In Tom’s chamber the soiled uniform was removed, the matted hair laid back, the parched lips moistened, the unconscious invalid clothed in linen white and clean. A doctor came, bowed his ear to Robert’s breast to catch the beating of the heart, and moistened the parched lips.

“Fever has burned him up. The tide is nearly out. It is only a question of a few hours,” he said.

Through the night, Ruth, sitting by his bedside, in the calm and stillness, heard the clock strike the passing hours. At times she heard, through the open windows, the faint ripple of the surf rolling in from the restless sea. Soon for him the waves of life would break upon a shoreless ocean. It was her hand that fanned him; that wiped the death-damp from his forehead; dropped the refreshing cordial on his tongue; held the mirror to his nostrils to ascertain if still, perchance, he breathed. The tides of the ocean had reached their farthest ebb and were setting towards the flood once more, bringing sweet and refreshing odors from the ever-heaving sea. The night winds were drying the dampness from the marble brow. Day was dawning, its amber light flowing along the horizon. The fluttering heart was beating more strongly; more deep the breathing.

“Oh, ’Rinthia! He isn’t going; he’s coming back. God has heard my prayer,” said Ruth.

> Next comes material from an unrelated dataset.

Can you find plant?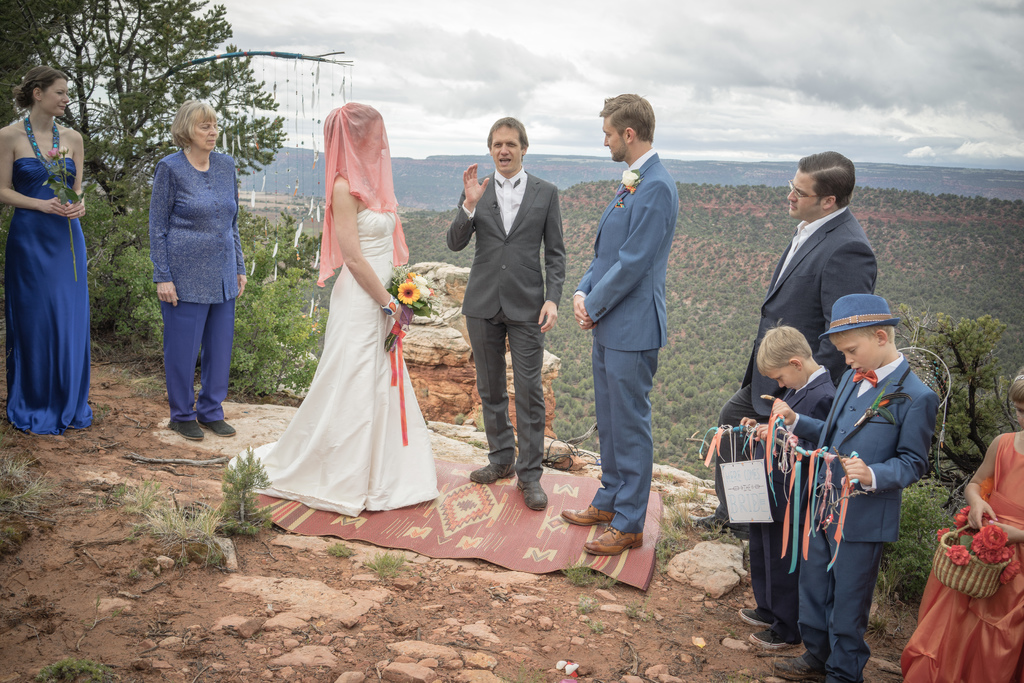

The sun was rising, and its rays streaming into the chamber. The closed eyes slowly opened and gazed wonderingly. Where was he? What the meaning of this flood of light? No longer straggling beams through iron-grated windows, no longer the bare floor and earth-polluted garments, but linen white and clean. Was it an angel bending over him,—whose eyes of love and infinite tenderness looked into his own? Was it one of the seraphim that pressed her lips to his, that dropped tears upon his cheeks? Were there tears in Heaven? Surely this must be Paradise! The eyes closed, the vision faded, but the angel still was fanning the fevered cheeks.

As shone the face of Moses, the lawgiver of Israel, when he descended from the Mount of God, so the countenance of Ruth Newville was illuminated by a divine radiance when once more she entered her home. During the night she had been transfigured.

“What has happened, daughter?” her father asked.

“Where have you been? what is it?” the exclamation of the mother, gazing with wonder and amazement upon the face of her child.

“Sit down, please, and I will tell you. I must go back to the beginning. Do you remember a day, six years ago, one September afternoon, when I came into the house greatly agitated? and when you asked, as you have now, what had happened, I would not make reply?”

“Yes, Ruth, and you have been a mystery to me ever since that afternoon,” said Mrs. Newville.